Millions of gallons of sewage flowed into the Eno River. Is it harmful?
Flooding from Tropical Depression Chantal damaged wastewater systems in Durham and Hillsborough last week, sending millions of gallons of sewage into the Eno River.
Durham reported 6.8 million gallons of untreated wastewater spilled into the Eno River, while Hillsborough reported 188,000 gallons, according to the N.C. Department of Environmental Quality’s Division of Water Resources (DWR).
“DWR reminds the public to exercise caution near floodwaters, and to not swim in floodwaters,” the agency said. “Floodwaters may contain sewage, hazards and unknown substances and should be avoided.”
DWR is still awaiting sewage amounts from a third spill in Hillsborough. Utilities Director Marie Strandwitz said the town is working on a total overflow estimate but that the town’s plant processes roughly 1.4 million gallons on a dry day. About 75% of that goes through the River Pump Station.
The Eno River is the source of drinking water in the Hillsborough area. It flows into Falls Lake, the source of drinking water for Raleigh, which then flows into the Neuse River.
Is the river polluted?
A Durham city spokesperson told CBS 17 that the sewage was likely diluted by several billion gallons of rainwater. Strandwitz said Hillsborough does not expect the sewage to pollute the Eno River, nor did it observe any fish kills.
UNC Institute for the Environment director Michael Piehler agreed with the two municipalities’ assessments.
“That is a very old maxim in environmental science that the solution to pollution is [dilution],” Piehler said.
Sewage may still hurt the river’s ecosystem, he continued, because more nitrogen and phosphorus in the water can cause algal blooms.
A spike in algae can be bad for three reasons, Piehler said. For one, some algae won’t be eaten by animals higher up the food chain. It will then settle in sediment and draw oxygen away from other aquatic life. Second, some algae can be toxic, Piehler said, which can sicken dogs and livestock that drink the polluted water. Finally, algal blooms just smell bad.
Filtration systems for towns and cities that draw from reservoirs like Falls Lake can usually handle events like these, Piehler said, so the sewage spills likely pose no risk to those who get drinking water from Falls Lake.
Could this happen again?
Durham and Hillsborough have made the repairs to stop the recent overflows, according to DWR. But as climate change makes storms more frequent and more intense, how might municipalities work to prevent this in the future?
At Hillsborough’s River Pump Station, flooding submerged the pump, control panels and sensors to take the station offline.
Durham’s lift station, which saw flooding two feet higher than during Hurricane Floyd in September 1999, sustained similar damage, according to Joe Lunne, a spokesperson for Durham’s Department of Water Management.

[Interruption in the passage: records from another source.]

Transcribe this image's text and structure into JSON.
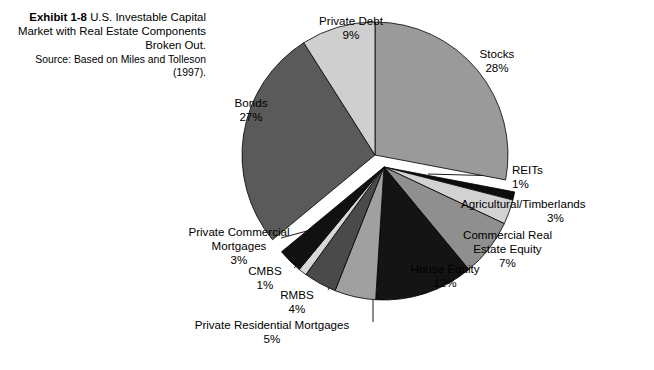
{
  "caption": {
    "exhibit_label": "Exhibit 1-8",
    "title": "U.S. Investable Capital Market with Real Estate Components Broken Out.",
    "source": "Source: Based on Miles and Tolleson (1997)."
  },
  "chart_data": {
    "type": "pie",
    "title": "U.S. Investable Capital Market with Real Estate Components Broken Out.",
    "units": "percent",
    "total": 100,
    "legend": "none",
    "labels_position": "outside",
    "exploded": true,
    "groups": [
      {
        "name": "financial-assets",
        "offset": "up-left",
        "slice_names": [
          "Stocks",
          "Private Debt",
          "Bonds"
        ]
      },
      {
        "name": "real-estate-components",
        "offset": "down-right",
        "slice_names": [
          "REITs",
          "Agricultural/Timberlands",
          "Commercial Real Estate Equity",
          "House Equity",
          "Private Residential Mortgages",
          "RMBS",
          "CMBS",
          "Private Commercial Mortgages"
        ]
      }
    ],
    "categories": [
      "Stocks",
      "REITs",
      "Agricultural/Timberlands",
      "Commercial Real Estate Equity",
      "House Equity",
      "Private Residential Mortgages",
      "RMBS",
      "CMBS",
      "Private Commercial Mortgages",
      "Bonds",
      "Private Debt"
    ],
    "values": [
      28,
      1,
      3,
      7,
      12,
      5,
      4,
      1,
      3,
      27,
      9
    ],
    "colors": [
      "#9a9a9a",
      "#0d0d0d",
      "#d2d2d2",
      "#8f8f8f",
      "#141414",
      "#a0a0a0",
      "#4a4a4a",
      "#d8d8d8",
      "#111111",
      "#5a5a5a",
      "#cfcfcf"
    ],
    "slices": [
      {
        "label": "Stocks",
        "value": 28,
        "pct_text": "28%",
        "color": "#9a9a9a"
      },
      {
        "label": "REITs",
        "value": 1,
        "pct_text": "1%",
        "color": "#0d0d0d"
      },
      {
        "label": "Agricultural/Timberlands",
        "value": 3,
        "pct_text": "3%",
        "color": "#d2d2d2"
      },
      {
        "label": "Commercial Real Estate Equity",
        "value": 7,
        "pct_text": "7%",
        "color": "#8f8f8f"
      },
      {
        "label": "House Equity",
        "value": 12,
        "pct_text": "12%",
        "color": "#141414"
      },
      {
        "label": "Private Residential Mortgages",
        "value": 5,
        "pct_text": "5%",
        "color": "#a0a0a0"
      },
      {
        "label": "RMBS",
        "value": 4,
        "pct_text": "4%",
        "color": "#4a4a4a"
      },
      {
        "label": "CMBS",
        "value": 1,
        "pct_text": "1%",
        "color": "#d8d8d8"
      },
      {
        "label": "Private Commercial Mortgages",
        "value": 3,
        "pct_text": "3%",
        "color": "#111111"
      },
      {
        "label": "Bonds",
        "value": 27,
        "pct_text": "27%",
        "color": "#5a5a5a"
      },
      {
        "label": "Private Debt",
        "value": 9,
        "pct_text": "9%",
        "color": "#cfcfcf"
      }
    ]
  },
  "labels": {
    "private_debt": {
      "name": "Private Debt",
      "pct": "9%"
    },
    "stocks": {
      "name": "Stocks",
      "pct": "28%"
    },
    "bonds": {
      "name": "Bonds",
      "pct": "27%"
    },
    "reits": {
      "name": "REITs",
      "pct": "1%"
    },
    "agricultural": {
      "name": "Agricultural/Timberlands",
      "pct": "3%"
    },
    "commercial_equity": {
      "name_line1": "Commercial Real",
      "name_line2": "Estate Equity",
      "pct": "7%"
    },
    "house_equity": {
      "name": "House Equity",
      "pct": "12%"
    },
    "priv_comm_mort": {
      "name_line1": "Private Commercial",
      "name_line2": "Mortgages",
      "pct": "3%"
    },
    "cmbs": {
      "name": "CMBS",
      "pct": "1%"
    },
    "rmbs": {
      "name": "RMBS",
      "pct": "4%"
    },
    "priv_res_mort": {
      "name": "Private Residential Mortgages",
      "pct": "5%"
    }
  }
}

Flooding caused a power outage which shut down motors and pumps.
Hillsborough had planned to move the station — which lifts wastewater from lower to higher elevation so gravity can take the wastewater downhill — to higher ground using $7 million from a Building Resilient Infrastructure and Communities (BRIC) grant.

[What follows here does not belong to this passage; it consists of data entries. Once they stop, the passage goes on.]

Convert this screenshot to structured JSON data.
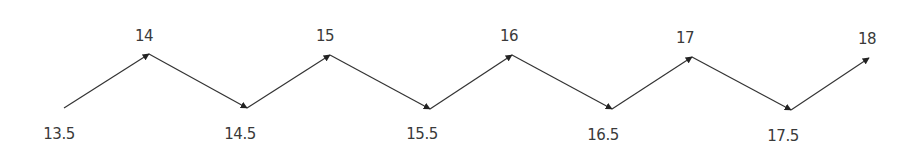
{
  "diagram": {
    "type": "zigzag-number-sequence",
    "colors": {
      "line": "#333333",
      "text": "#3a3a3a",
      "background": "#ffffff"
    },
    "nodes": [
      {
        "label": "13.5",
        "position": "bottom",
        "x": 64,
        "y": 108,
        "lx": 59,
        "ly": 139
      },
      {
        "label": "14",
        "position": "top",
        "x": 149,
        "y": 54,
        "lx": 144,
        "ly": 41
      },
      {
        "label": "14.5",
        "position": "bottom",
        "x": 247,
        "y": 108,
        "lx": 240,
        "ly": 139
      },
      {
        "label": "15",
        "position": "top",
        "x": 330,
        "y": 55,
        "lx": 325,
        "ly": 41
      },
      {
        "label": "15.5",
        "position": "bottom",
        "x": 430,
        "y": 109,
        "lx": 422,
        "ly": 139
      },
      {
        "label": "16",
        "position": "top",
        "x": 512,
        "y": 55,
        "lx": 509,
        "ly": 41
      },
      {
        "label": "16.5",
        "position": "bottom",
        "x": 612,
        "y": 109,
        "lx": 603,
        "ly": 140
      },
      {
        "label": "17",
        "position": "top",
        "x": 692,
        "y": 57,
        "lx": 685,
        "ly": 43
      },
      {
        "label": "17.5",
        "position": "bottom",
        "x": 791,
        "y": 110,
        "lx": 783,
        "ly": 141
      },
      {
        "label": "18",
        "position": "top",
        "x": 869,
        "y": 58,
        "lx": 867,
        "ly": 44
      }
    ]
  }
}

But in April, FEMA announced it would cancel any BRIC grants it had not already paid out. While the station would not have been relocated in time for Chantal, Hillsborough Mayor Mark Bell said at a news conference that the station must eventually be relocated to ensure the health of the town.

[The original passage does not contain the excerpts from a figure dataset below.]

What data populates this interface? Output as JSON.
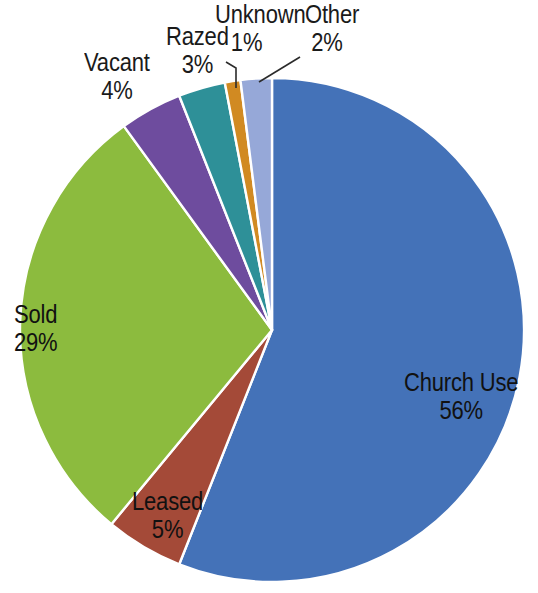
{
  "chart_data": {
    "type": "pie",
    "title": "",
    "subtitle": "",
    "xlabel": "",
    "ylabel": "",
    "legend_position": "none",
    "grid": false,
    "value_unit": "percent",
    "categories": [
      "Church Use",
      "Leased",
      "Sold",
      "Vacant",
      "Razed",
      "Unknown",
      "Other"
    ],
    "values": [
      56,
      5,
      29,
      4,
      3,
      1,
      2
    ],
    "slices": [
      {
        "label": "Church Use",
        "percent": 56,
        "percent_text": "56%",
        "color": "#4472b8",
        "label_placement": "inside"
      },
      {
        "label": "Leased",
        "percent": 5,
        "percent_text": "5%",
        "color": "#a44a38",
        "label_placement": "inside"
      },
      {
        "label": "Sold",
        "percent": 29,
        "percent_text": "29%",
        "color": "#8cbb3e",
        "label_placement": "inside"
      },
      {
        "label": "Vacant",
        "percent": 4,
        "percent_text": "4%",
        "color": "#6e4c9e",
        "label_placement": "outside"
      },
      {
        "label": "Razed",
        "percent": 3,
        "percent_text": "3%",
        "color": "#2e9098",
        "label_placement": "outside"
      },
      {
        "label": "Unknown",
        "percent": 1,
        "percent_text": "1%",
        "color": "#d18a22",
        "label_placement": "outside-leader"
      },
      {
        "label": "Other",
        "percent": 2,
        "percent_text": "2%",
        "color": "#96a8d8",
        "label_placement": "outside-leader"
      }
    ],
    "start_angle_deg": 0,
    "direction": "clockwise",
    "geometry": {
      "cx": 272,
      "cy": 330,
      "r": 252
    },
    "slice_border_color": "#ffffff",
    "background_color": "#ffffff"
  },
  "labels": {
    "church_use": {
      "name": "Church Use",
      "percent": "56%"
    },
    "leased": {
      "name": "Leased",
      "percent": "5%"
    },
    "sold": {
      "name": "Sold",
      "percent": "29%"
    },
    "vacant": {
      "name": "Vacant",
      "percent": "4%"
    },
    "razed": {
      "name": "Razed",
      "percent": "3%"
    },
    "unknown": {
      "name": "Unknown",
      "percent": "1%"
    },
    "other": {
      "name": "Other",
      "percent": "2%"
    }
  }
}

“To be clear, the impact of Tropical Storm Chantal on the River Pump Station is exactly the type of scenario that BRIC grants were intended to protect the public against,” Bell said.
On Thursday, Attorney General Jeff Jackson announced he and 19 other states have sued FEMA over canceling the BRIC program. Jackson’s news release mentioned the grant Hillsborough lost.
Durham had no immediate plans to move its lift station, Lunne wrote in an email.
“This type of flooding has never happened,” Lunne wrote. “What we are doing is looking at what we need to do to secure the site for possible future storms.”
Most sanitary sewer lines use gravity to transport wastewater from, say, a toilet downhill to a treatment plant, Lunne wrote. Cities and towns use lift stations to pump wastewater when gravity can’t take it downhill anymore. The lift station takes the wastewater to higher ground where it continues flowing downhill.
Building the stations downhill helps ensure that if the pump fails, wastewater doesn’t flow back to residents’ houses, said Michael Burchell, a professor of biological and agricultural engineering at N.C. State University. And downhill is closer to bodies of water where the plants discharge treated wastewater, or effluent.
“The rules have kind of changed,” Burchell said. “We’ve learned more about how we’re getting these more frequent, intense rainfalls that are causing flooding that are putting these vulnerable areas more and more into harm’s way.”
Moving stations to higher ground would require electricity to take gravity’s place, Burchell said. Add in the cost of acquiring land, rerouting pipes and installing feeder pumps to lift sewage higher, and the trade-off is quite high.
“Now I’m not saying that those trade offs aren’t worth considering that expense,” Burchell said. “But a lot of these towns don’t currently have the funding for that.”